Andy opens his essay of August 16, 2019, with praise for Straussian Michael Anton as ‘brilliant, bespoke’ it might be a faux pas to call a man ‘chic’? Mr. Anton began his career, at least to my knowledge, with his The Suit: A Machiavellian Approach to Men’s Style under the pretentious non de plume of Nicholas Antongiavanni in 2006. Is this book the ‘root‘ of Andy’s use of the word ‘bespoke’? Andy begins his essay:
In the first year of the Trump presidency, I had a very pleasant dinner with Michael Anton, the brilliant, bespoke Straussian who went to work for Trump’s National Security Council for a while. I wanted to talk to him about reactionism, that streak in conservative thought that can become revolutionary in its hostility to modernity, but the conversation ended up sprawling far beyond that topic. Anton is something of an intellectual pariah — a Washington Post columnist wrote last year that “there is little reason to ever listen” to him — but he’s a pariah in part because he’s a reactionary with a first-class mind. And that’s why I often listen to him. He reminds me why I’m a conservative, …
http://nymag.com/intelligencer/2019/08/andrew-sullivan-the-limits-of-my-conservatism.html#comments
Not to forget Anton’s essay of March 2016 under the pen name of Publius Decius Mus:
The Flight of 93 Election
But we can probably do better than we are doing now. First, stop digging. No more importing poverty, crime, and alien cultures. We have made institutions, by leftist design, not merely abysmal at assimilation but abhorrent of the concept. We should try to fix that, but given the Left’s iron grip on every school and cultural center, that’s like trying to bring democracy to Russia. A worthy goal, perhaps, but temper your hopes—and don’t invest time and resources unrealistically.
By contrast, simply building a wall and enforcing immigration law will help enormously, by cutting off the flood of newcomers that perpetuates ethnic separatism and by incentivizing the English language and American norms in the workplace. These policies will have the added benefit of aligning the economic interests of, and (we may hope) fostering solidarity among, the working, lower middle, and middle classes of all races and ethnicities. The same can be said for Trumpian trade policies and anti-globalization instincts. Who cares if productivity numbers tick down, or if our already somnambulant GDP sinks a bit further into its pillow? Nearly all the gains of the last 20 years have accrued to the junta anyway. It would, at this point, be better for the nation to divide up more equitably a slightly smaller pie than to add one extra slice—only to ensure that it and eight of the other nine go first to the government and its rentiers, and the rest to the same four industries and 200 families.

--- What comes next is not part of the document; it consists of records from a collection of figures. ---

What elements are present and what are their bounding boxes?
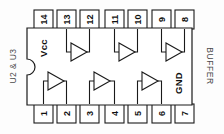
pin-box-12[interactable]: 12 [80, 10, 99, 29]
ic-diagram-canvas: 14 13 12 11 10 9 [0, 0, 224, 134]
pin-box-4[interactable]: 4 [105, 104, 124, 123]
pin-box-5[interactable]: 5 [128, 104, 147, 123]
pin-box-11[interactable]: 11 [105, 10, 124, 29]
pin-label-2: 2 [62, 111, 72, 116]
pin-box-14[interactable]: 14 [34, 10, 53, 29]
pin-label-8: 8 [180, 17, 190, 22]
pin-label-9: 9 [157, 17, 167, 22]
function-label-buffer: BUFFER [205, 47, 215, 85]
pin-box-1[interactable]: 1 [34, 104, 53, 123]
pin-label-3: 3 [85, 111, 95, 116]
pin-label-12: 12 [85, 14, 95, 24]
pin-label-13: 13 [62, 14, 72, 24]
ic-pinout-diagram: 14 13 12 11 10 9 [0, 0, 224, 134]
bottom-pin-row: 1 2 3 4 5 6 [34, 104, 194, 123]
gnd-label: GND [173, 72, 184, 94]
pin-box-10[interactable]: 10 [128, 10, 147, 29]
pin-label-10: 10 [133, 14, 143, 24]
pin-box-7[interactable]: 7 [175, 104, 194, 123]
ic-body-outline [27, 28, 192, 105]
pin-label-14: 14 [39, 14, 49, 24]
top-pin-row: 14 13 12 11 10 9 [34, 10, 194, 29]
pin-box-6[interactable]: 6 [152, 104, 171, 123]
reference-designator-label: U2 & U3 [8, 49, 18, 84]
pin-label-4: 4 [110, 111, 120, 116]
pin-box-8[interactable]: 8 [175, 10, 194, 29]
pin-box-2[interactable]: 2 [57, 104, 76, 123]
vcc-label: Vcc [38, 39, 49, 57]
pin-box-9[interactable]: 9 [152, 10, 171, 29]
pin-label-5: 5 [133, 111, 143, 116]
pin-box-13[interactable]: 13 [57, 10, 76, 29]
pin-box-3[interactable]: 3 [80, 104, 99, 123]
pin-label-1: 1 [39, 111, 49, 116]
pin-label-7: 7 [180, 111, 190, 116]
pin-label-11: 11 [110, 15, 120, 25]
pin-label-6: 6 [157, 111, 167, 116]
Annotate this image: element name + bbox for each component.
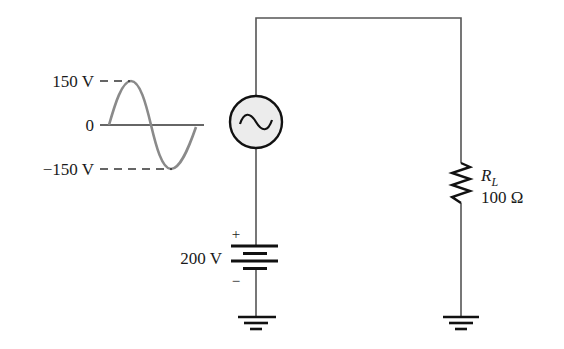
dc-battery: + − 200 V	[180, 226, 278, 289]
ground-icon	[443, 317, 479, 329]
battery-voltage-label: 200 V	[180, 249, 222, 268]
ac-source	[230, 96, 282, 148]
zero-label: 0	[86, 116, 95, 135]
resistor-zigzag	[452, 163, 470, 203]
waveform-plot: 150 V 0 −150 V	[43, 72, 204, 179]
battery-plus-label: +	[232, 226, 240, 242]
load-resistor: RL 100 Ω	[452, 163, 523, 207]
peak-label: 150 V	[52, 72, 94, 91]
ground-icon	[238, 317, 276, 329]
trough-label: −150 V	[43, 160, 95, 179]
battery-minus-label: −	[232, 273, 240, 289]
resistor-name-label: RL	[480, 166, 498, 189]
top-wire	[256, 18, 461, 163]
resistor-value-label: 100 Ω	[481, 188, 523, 207]
circuit-diagram: 150 V 0 −150 V + − 200 V RL 100 Ω	[0, 0, 564, 349]
resistor-name-subscript: L	[490, 175, 498, 189]
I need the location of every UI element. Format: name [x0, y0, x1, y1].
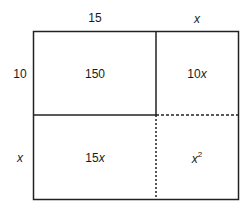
side-label-10: 10: [13, 68, 26, 80]
cell-bottom-right-x-squared: x2: [192, 153, 202, 165]
cell-bottom-left-coef: 15: [85, 151, 98, 165]
cell-bottom-right-exponent: 2: [198, 150, 202, 159]
cell-bottom-left-15x: 15x: [85, 152, 104, 164]
top-label-x: x: [194, 13, 200, 25]
cell-top-right-coef: 10: [187, 67, 200, 81]
cell-top-right-var: x: [201, 67, 207, 81]
cell-bottom-left-var: x: [99, 151, 105, 165]
cell-top-left-150: 150: [85, 68, 105, 80]
area-model-figure: [0, 0, 251, 209]
top-label-15: 15: [88, 12, 101, 24]
cell-top-right-10x: 10x: [187, 68, 206, 80]
side-label-x: x: [17, 152, 23, 164]
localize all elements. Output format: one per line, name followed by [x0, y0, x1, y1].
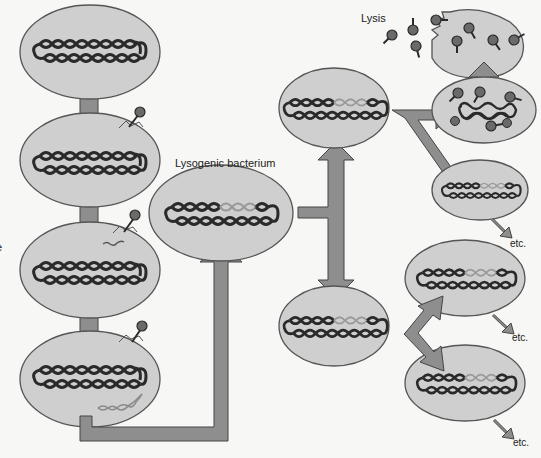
- arrow-etc-3: [494, 420, 514, 439]
- cell-3: [20, 210, 160, 318]
- label-edge-fragment: e: [0, 241, 2, 253]
- cell-right-small: [432, 160, 528, 220]
- cell-phage-assembly: [432, 77, 536, 143]
- cell-2: [20, 107, 160, 207]
- cell-right-bottom: [405, 345, 525, 421]
- arrow-etc-2: [493, 315, 514, 334]
- label-lysogenic-bacterium: Lysogenic bacterium: [175, 157, 275, 169]
- arrow-etc-1: [492, 219, 512, 238]
- label-etc-3: etc.: [513, 437, 529, 448]
- label-lysis: Lysis: [361, 12, 386, 24]
- label-etc-2: etc.: [512, 332, 528, 343]
- arrow-division: [298, 142, 354, 298]
- cell-mid-top: [279, 68, 389, 148]
- cell-lysogenic: [149, 165, 293, 261]
- arrow-division-right: [404, 296, 444, 371]
- cell-mid-bottom: [279, 286, 389, 366]
- cell-4: [20, 321, 160, 427]
- label-etc-1: etc.: [510, 238, 526, 249]
- cell-1: [20, 5, 160, 99]
- lysogenic-cycle-diagram: [0, 0, 541, 458]
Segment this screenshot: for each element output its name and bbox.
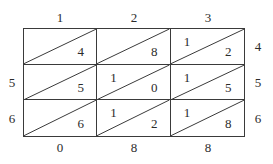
cell-upper-digit-r2c2: 1	[184, 106, 191, 119]
cell-lower-digit-r1c2: 5	[225, 81, 232, 94]
left-label-1: 5	[3, 64, 21, 100]
lattice-cell-r2c0: 6	[24, 100, 97, 136]
diagonal-line-icon	[24, 29, 96, 64]
diagonal-line-icon	[171, 29, 244, 64]
bottom-label-2: 8	[171, 141, 245, 154]
lattice-cell-r1c2: 1 5	[171, 65, 244, 101]
left-label-0	[3, 28, 21, 64]
lattice-cell-r1c1: 1 0	[97, 65, 170, 101]
cell-lower-digit-r2c2: 8	[225, 117, 232, 130]
lattice-cell-r1c0: 5	[24, 65, 97, 101]
lattice-cell-r0c2: 1 2	[171, 29, 244, 65]
lattice-cell-r0c0: 4	[24, 29, 97, 65]
right-labels: 4 5 6	[249, 28, 267, 137]
diagonal-line-icon	[97, 65, 169, 100]
cell-lower-digit-r0c2: 2	[225, 45, 232, 58]
right-label-1: 5	[249, 64, 267, 100]
cell-lower-digit-r2c1: 2	[151, 117, 158, 130]
bottom-label-1: 8	[97, 141, 171, 154]
right-label-0: 4	[249, 28, 267, 64]
cell-lower-digit-r1c0: 5	[78, 81, 85, 94]
left-label-2: 6	[3, 101, 21, 137]
diagonal-line-icon	[24, 65, 96, 100]
diagonal-line-icon	[171, 65, 244, 100]
top-labels: 1 2 3	[23, 11, 245, 24]
cell-upper-digit-r1c1: 1	[110, 71, 117, 84]
cell-lower-digit-r0c1: 8	[151, 45, 158, 58]
cell-lower-digit-r2c0: 6	[78, 117, 85, 130]
lattice-grid-wrapper: 4 8 1 2 5	[23, 28, 245, 137]
diagonal-line-icon	[97, 100, 169, 136]
lattice-cell-r0c1: 8	[97, 29, 170, 65]
diagonal-line-icon	[171, 100, 244, 136]
bottom-labels: 0 8 8	[23, 141, 245, 154]
cell-upper-digit-r2c1: 1	[110, 106, 117, 119]
right-label-2: 6	[249, 101, 267, 137]
bottom-label-0: 0	[23, 141, 97, 154]
cell-upper-digit-r0c2: 1	[184, 35, 191, 48]
lattice-cell-r2c1: 1 2	[97, 100, 170, 136]
top-label-0: 1	[23, 11, 97, 24]
top-label-1: 2	[97, 11, 171, 24]
diagonal-line-icon	[97, 29, 169, 64]
lattice-cell-r2c2: 1 8	[171, 100, 244, 136]
cell-lower-digit-r1c1: 0	[151, 81, 158, 94]
lattice-multiplication-figure: 1 2 3 5 6 4 5 6 0 8 8 4	[0, 0, 273, 164]
diagonal-line-icon	[24, 100, 96, 136]
cell-lower-digit-r0c0: 4	[78, 45, 85, 58]
top-label-2: 3	[171, 11, 245, 24]
left-labels: 5 6	[3, 28, 21, 137]
cell-upper-digit-r1c2: 1	[184, 71, 191, 84]
lattice-grid: 4 8 1 2 5	[23, 28, 245, 137]
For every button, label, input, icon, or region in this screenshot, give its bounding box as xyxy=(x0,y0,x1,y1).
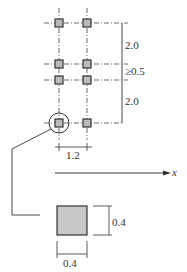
x-axis-label: x xyxy=(171,166,177,178)
detail-width-label: 0.4 xyxy=(63,257,77,269)
column-sections xyxy=(55,19,91,127)
leader-line xyxy=(12,129,51,215)
pile-layout-diagram: 2.0 ≥0.5 2.0 1.2 x 0.4 0.4 xyxy=(0,0,187,272)
dim-label-top: 2.0 xyxy=(125,39,139,51)
detail-width-dimension xyxy=(57,241,87,258)
x-axis-arrow xyxy=(55,171,171,176)
detail-height-dimension xyxy=(93,206,112,235)
dim-label-middle: ≥0.5 xyxy=(125,65,145,77)
detail-height-label: 0.4 xyxy=(112,216,126,228)
detail-section xyxy=(57,206,87,235)
dim-label-horizontal: 1.2 xyxy=(66,149,80,161)
dim-label-bottom: 2.0 xyxy=(125,95,139,107)
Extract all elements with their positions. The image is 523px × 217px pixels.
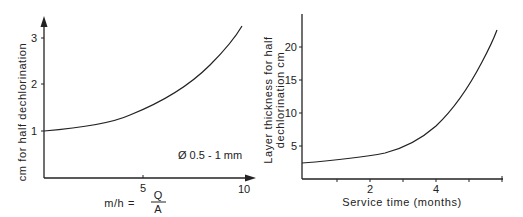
right-ytick-label: 5 bbox=[291, 140, 297, 152]
left-y-axis-label: cm for half dechlorination bbox=[16, 43, 28, 182]
left-x-axis-arrow-icon bbox=[245, 175, 256, 182]
grain-size-annotation: Ø 0.5 - 1 mm bbox=[178, 149, 242, 161]
left-x-axis-label-prefix: m/h = bbox=[104, 197, 135, 209]
charts-canvas: 1 2 3 5 10 cm for half dechlorination m/… bbox=[0, 0, 523, 217]
left-ytick-label: 3 bbox=[31, 32, 37, 44]
left-chart: 1 2 3 5 10 cm for half dechlorination m/… bbox=[16, 16, 256, 215]
right-xtick-label: 4 bbox=[433, 183, 439, 195]
right-ytick-label: 20 bbox=[285, 41, 297, 53]
left-curve bbox=[44, 26, 242, 131]
right-x-axis-label: Service time (months) bbox=[342, 196, 462, 208]
left-xtick-label: 5 bbox=[140, 182, 146, 194]
right-chart: 5 10 15 20 2 4 Service time (months) Lay… bbox=[262, 14, 503, 208]
right-ytick-label: 15 bbox=[285, 74, 297, 86]
right-y-axis-label-line1: Layer thickness for half bbox=[262, 36, 274, 164]
right-y-axis-label-line2: dechlorination cm bbox=[274, 52, 286, 148]
right-ytick-label: 10 bbox=[285, 107, 297, 119]
right-curve bbox=[302, 30, 497, 163]
left-ytick-label: 1 bbox=[31, 125, 37, 137]
left-x-axis-label-denominator: A bbox=[154, 203, 162, 215]
left-xtick-label: 10 bbox=[238, 183, 250, 195]
left-ytick-label: 2 bbox=[31, 78, 37, 90]
right-xtick-label: 2 bbox=[367, 183, 373, 195]
left-y-axis-arrow-icon bbox=[41, 16, 48, 27]
left-x-axis-label-numerator: Q bbox=[154, 189, 163, 201]
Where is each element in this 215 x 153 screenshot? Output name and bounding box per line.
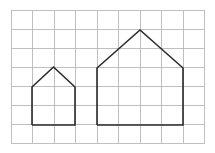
- grid-and-shapes-svg: [0, 0, 215, 153]
- figure-canvas: [0, 0, 215, 153]
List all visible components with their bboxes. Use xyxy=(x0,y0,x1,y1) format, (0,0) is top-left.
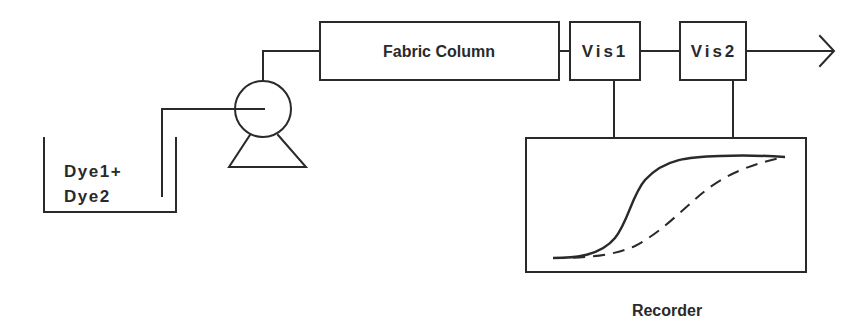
vis1-label: Vis1 xyxy=(582,42,629,61)
flow-diagram: Dye1+ Dye2 Fabric Column Vis1 Vis2 xyxy=(0,0,868,325)
reservoir-label-line2: Dye2 xyxy=(64,187,111,206)
reservoir-label-line1: Dye1+ xyxy=(64,162,122,181)
detector-vis2: Vis2 xyxy=(680,22,746,80)
recorder-box xyxy=(526,138,806,272)
pump-base-triangle xyxy=(229,135,306,167)
pump-outlet-tube xyxy=(263,51,320,81)
outlet-arrow-icon xyxy=(746,36,834,66)
detector-vis1: Vis1 xyxy=(570,22,640,80)
recorder: Recorder xyxy=(526,138,806,319)
recorder-label: Recorder xyxy=(632,302,702,319)
dye-reservoir: Dye1+ Dye2 xyxy=(44,138,176,212)
fabric-column: Fabric Column xyxy=(320,22,559,80)
fabric-column-label: Fabric Column xyxy=(383,43,495,60)
inlet-tube xyxy=(162,109,264,196)
vis2-label: Vis2 xyxy=(691,42,738,61)
pump-icon xyxy=(229,81,306,167)
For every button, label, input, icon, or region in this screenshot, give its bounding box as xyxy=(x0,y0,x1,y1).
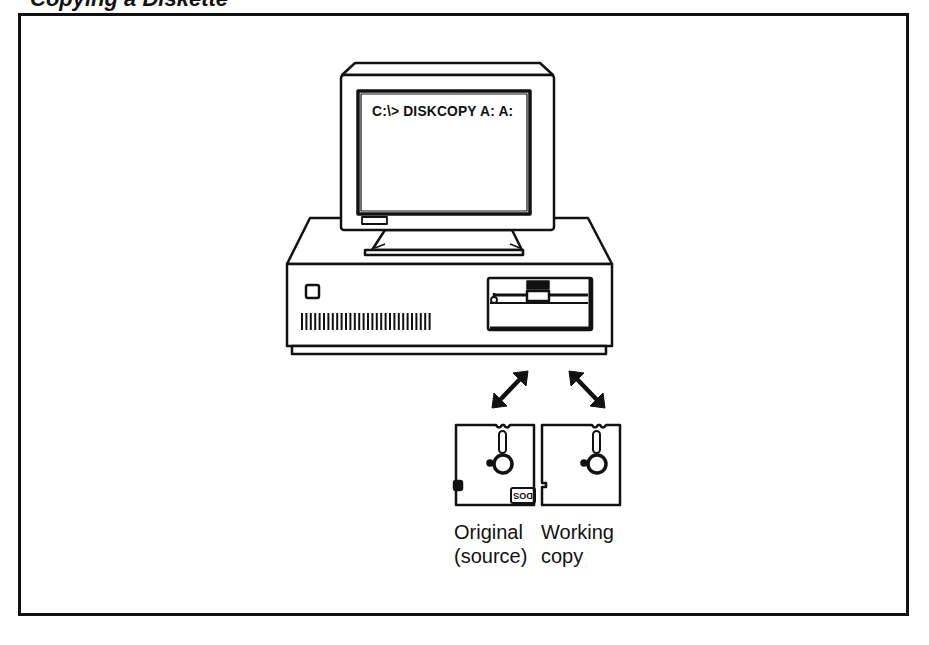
caption-working-line2: copy xyxy=(541,544,614,568)
caption-original-line2: (source) xyxy=(454,544,527,568)
write-protect-tab-icon xyxy=(454,481,462,490)
bidirectional-arrow-working-copy xyxy=(569,371,605,408)
bidirectional-arrow-original xyxy=(492,371,528,408)
floppy-drive-icon xyxy=(488,278,592,330)
disk-label-dos: DOS xyxy=(510,487,536,504)
screen-command-text: C:\> DISKCOPY A: A: xyxy=(372,102,513,119)
monitor-icon xyxy=(341,63,554,230)
floppy-disk-icon xyxy=(542,425,620,505)
caption-working-copy: Working copy xyxy=(541,520,614,568)
monitor-stand xyxy=(365,230,523,255)
caption-original-line1: Original xyxy=(454,520,527,544)
power-button-icon xyxy=(306,285,319,298)
caption-original: Original (source) xyxy=(454,520,527,568)
caption-working-line1: Working xyxy=(541,520,614,544)
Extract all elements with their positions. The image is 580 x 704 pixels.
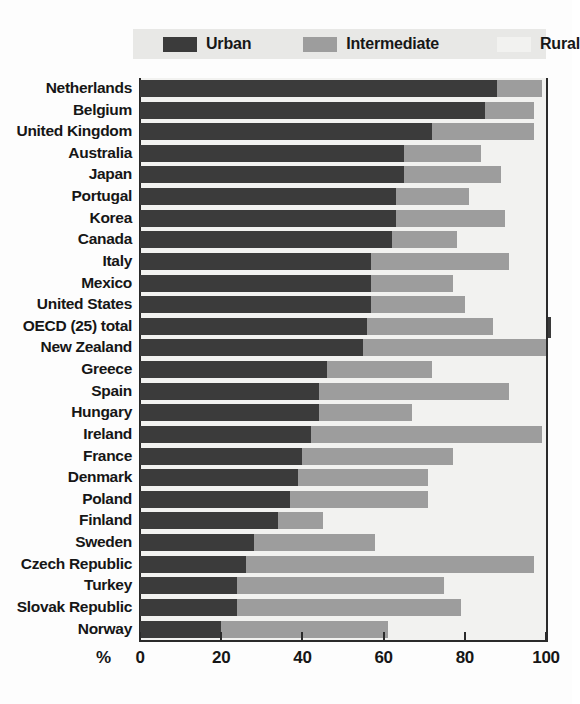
bar-segment-rural[interactable] [509,383,546,400]
bar-segment-intermediate[interactable] [254,534,376,551]
table-row[interactable]: Japan [0,164,572,186]
table-row[interactable]: Canada [0,229,572,251]
bar-segment-urban[interactable] [140,426,311,443]
bar-segment-urban[interactable] [140,275,371,292]
bar-segment-intermediate[interactable] [319,404,412,421]
bar-segment-intermediate[interactable] [371,296,464,313]
bar-segment-intermediate[interactable] [311,426,542,443]
bar-segment-rural[interactable] [469,188,546,205]
bar-segment-intermediate[interactable] [396,188,469,205]
bar-segment-urban[interactable] [140,318,367,335]
table-row[interactable]: United Kingdom [0,121,572,143]
bar-segment-intermediate[interactable] [221,621,387,638]
bar-segment-rural[interactable] [534,556,546,573]
bar-segment-rural[interactable] [445,577,547,594]
table-row[interactable]: Australia [0,143,572,165]
bar-segment-urban[interactable] [140,404,319,421]
bar-segment-rural[interactable] [493,318,546,335]
bar-segment-urban[interactable] [140,102,485,119]
bar-segment-rural[interactable] [501,166,546,183]
table-row[interactable]: United States [0,294,572,316]
bar-segment-urban[interactable] [140,188,396,205]
table-row[interactable]: Sweden [0,532,572,554]
table-row[interactable]: Czech Republic [0,554,572,576]
bar-segment-urban[interactable] [140,621,221,638]
bar-segment-intermediate[interactable] [237,577,444,594]
bar-segment-urban[interactable] [140,599,237,616]
bar-segment-rural[interactable] [481,145,546,162]
bar-segment-intermediate[interactable] [246,556,534,573]
bar-segment-intermediate[interactable] [290,491,428,508]
bar-segment-urban[interactable] [140,210,396,227]
table-row[interactable]: New Zealand [0,337,572,359]
bar-segment-rural[interactable] [375,534,546,551]
bar-segment-intermediate[interactable] [404,166,501,183]
table-row[interactable]: Korea [0,208,572,230]
bar-segment-intermediate[interactable] [278,512,323,529]
bar-segment-intermediate[interactable] [404,145,481,162]
bar-segment-intermediate[interactable] [371,253,509,270]
bar-segment-urban[interactable] [140,491,290,508]
table-row[interactable]: Finland [0,510,572,532]
bar-segment-rural[interactable] [412,404,546,421]
bar-segment-urban[interactable] [140,145,404,162]
bar-segment-intermediate[interactable] [327,361,433,378]
bar-segment-urban[interactable] [140,534,254,551]
bar-segment-intermediate[interactable] [302,448,452,465]
table-row[interactable]: OECD (25) total [0,316,572,338]
bar-segment-urban[interactable] [140,577,237,594]
bar-segment-rural[interactable] [465,296,546,313]
table-row[interactable]: France [0,446,572,468]
table-row[interactable]: Slovak Republic [0,597,572,619]
table-row[interactable]: Ireland [0,424,572,446]
bar-segment-intermediate[interactable] [396,210,506,227]
bar-segment-rural[interactable] [428,491,546,508]
bar-segment-urban[interactable] [140,361,327,378]
bar-segment-urban[interactable] [140,339,363,356]
bar-segment-rural[interactable] [509,253,546,270]
bar-segment-rural[interactable] [534,102,546,119]
bar-segment-urban[interactable] [140,231,392,248]
bar-segment-urban[interactable] [140,296,371,313]
bar-segment-intermediate[interactable] [432,123,534,140]
table-row[interactable]: Greece [0,359,572,381]
bar-segment-rural[interactable] [534,123,546,140]
bar-segment-rural[interactable] [388,621,546,638]
bar-segment-intermediate[interactable] [392,231,457,248]
bar-segment-urban[interactable] [140,469,298,486]
bar-segment-urban[interactable] [140,253,371,270]
bar-segment-intermediate[interactable] [298,469,428,486]
table-row[interactable]: Portugal [0,186,572,208]
bar-segment-intermediate[interactable] [485,102,534,119]
bar-segment-urban[interactable] [140,80,497,97]
table-row[interactable]: Hungary [0,402,572,424]
bar-segment-rural[interactable] [428,469,546,486]
bar-segment-intermediate[interactable] [497,80,542,97]
bar-segment-urban[interactable] [140,512,278,529]
table-row[interactable]: Denmark [0,467,572,489]
bar-segment-urban[interactable] [140,123,432,140]
bar-segment-intermediate[interactable] [319,383,510,400]
bar-segment-urban[interactable] [140,383,319,400]
bar-segment-intermediate[interactable] [367,318,493,335]
table-row[interactable]: Poland [0,489,572,511]
table-row[interactable]: Italy [0,251,572,273]
bar-segment-rural[interactable] [453,448,546,465]
bar-segment-rural[interactable] [505,210,546,227]
bar-segment-rural[interactable] [461,599,546,616]
bar-segment-rural[interactable] [432,361,546,378]
table-row[interactable]: Norway [0,619,572,641]
bar-segment-rural[interactable] [453,275,546,292]
bar-segment-rural[interactable] [457,231,546,248]
bar-segment-intermediate[interactable] [237,599,460,616]
bar-segment-intermediate[interactable] [363,339,546,356]
table-row[interactable]: Mexico [0,273,572,295]
bar-segment-urban[interactable] [140,448,302,465]
table-row[interactable]: Turkey [0,575,572,597]
bar-segment-urban[interactable] [140,166,404,183]
table-row[interactable]: Netherlands [0,78,572,100]
table-row[interactable]: Belgium [0,100,572,122]
bar-segment-rural[interactable] [323,512,546,529]
bar-segment-urban[interactable] [140,556,246,573]
table-row[interactable]: Spain [0,381,572,403]
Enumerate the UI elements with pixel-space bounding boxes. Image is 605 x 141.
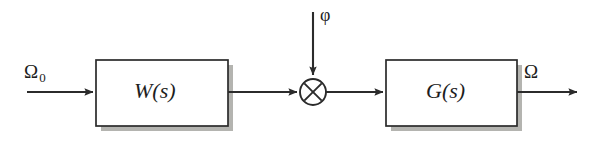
- block-diagram-canvas: [0, 0, 605, 141]
- input-signal-symbol: Ω: [24, 61, 38, 82]
- input-signal-label: Ω0: [24, 62, 45, 81]
- input-signal-subscript: 0: [39, 70, 46, 85]
- output-signal-label: Ω: [524, 62, 538, 81]
- block-diagram: W(s) G(s) Ω0 Ω φ: [0, 0, 605, 141]
- plant-block-label: G(s): [426, 80, 465, 102]
- controller-block-label: W(s): [134, 80, 176, 102]
- multiplier-junction[interactable]: [300, 79, 326, 105]
- disturbance-signal-label: φ: [320, 6, 330, 24]
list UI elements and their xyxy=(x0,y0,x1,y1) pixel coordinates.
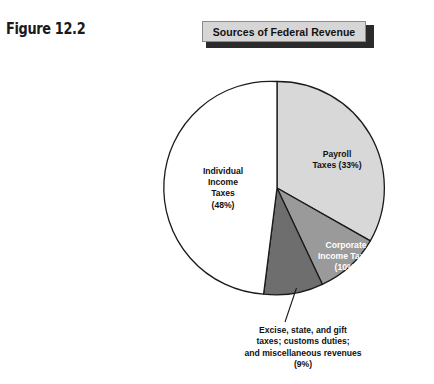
pie-label-line: Taxes xyxy=(186,188,260,199)
pie-label-line: Excise, state, and gift xyxy=(215,325,391,336)
pie-label-payroll-taxes: Payroll Taxes (33%) xyxy=(298,149,376,171)
pie-label-value: Taxes (33%) xyxy=(298,160,376,171)
pie-label-line: Income xyxy=(186,177,260,188)
pie-label-corporate-income-taxes: Corporate Income Taxes (10%) xyxy=(308,240,384,274)
figure-container: Figure 12.2 Sources of Federal Revenue I… xyxy=(0,0,434,384)
pie-label-line: Income Taxes xyxy=(308,251,384,262)
pie-label-value: (10%) xyxy=(308,262,384,273)
pie-label-line: Individual xyxy=(186,166,260,177)
pie-label-value: (9%) xyxy=(215,359,391,370)
pie-label-value: (48%) xyxy=(186,200,260,211)
pie-label-line: Corporate xyxy=(308,240,384,251)
pie-label-excise-and-other: Excise, state, and gift taxes; customs d… xyxy=(215,325,391,371)
pie-label-line: and miscellaneous revenues xyxy=(215,348,391,359)
pie-label-individual-income-taxes: Individual Income Taxes (48%) xyxy=(186,166,260,211)
pie-label-line: Payroll xyxy=(298,149,376,160)
pie-label-line: taxes; customs duties; xyxy=(215,336,391,347)
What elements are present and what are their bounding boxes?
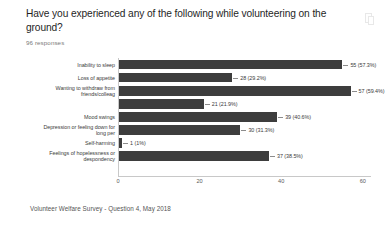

Will this work? Ask a pessimist, get a pessimistic answer. So don’t ask. Ask instead: is it worth trying? Is it better than the alternative? If you can’t say, forthrightly, “yes,” you are either part of the junta, a fool, or a conservative intellectual.
And if it doesn’t work, what then? We’ve established that most “conservative” anti-Trumpites are in the Orwellian sense objectively pro-Hillary. What about the rest of you? If you recognize the threat she poses, but somehow can’t stomach him, have you thought about the longer term? The possibilities would seem to be: Caesarism, secession/crack-up, collapse, or managerial Davoisie liberalism as far as the eye can see … which, since nothing human lasts forever, at some point will give way to one of the other three. Oh, and, I suppose, for those who like to pour a tall one and dream big, a second American Revolution that restores Constitutionalism, limited government, and a 28% top marginal rate.
But for those of you who are sober: can you sketch a more plausible long-term future than the prior four following a Trump defeat? I can’t either.
The election of 2016 is a test—in my view, the final test—of whether there is any virtù left in what used to be the core of the American nation. If they cannot rouse themselves simply to vote for the first candidate in a generation who pledges to advance their interests, and to vote against the one who openly boasts that she will do the opposite (a million more Syrians, anyone?), then they are doomed. They may not deserve the fate that will befall them, but they will suffer it regardless.
https://www.claremont.org/crb/basicpage/the-flight-93-election/
On the ‘Straussians’ and their intellectual apologists like Andy, the reader need only look to Nicholas Xenos’ book ‘Cloaked in Virtue’ for a telling expose of Leo Strauss and his mendacious, not to speak of politically self-serving, re-reading of the Philosophical Tradition!
Andy Divine has just commenced his latest encyclical! Of interest to readers is that Andy began as a Thatcherite, then ‘evolved’ into a Neo-Conservative, and finally became a Neo-Liberal. With the carefully recorded political enthusiasms along the way: of the racist Conservative Sociology of ‘The Bell Curve’ and the Iraq War, to name just two examples of his non-existent good judgement. I will stop here, as the I have reached the maximum number of unpaid views, and think that five dollars is too high a price to pay for Andy’s self-congratulatory chatter!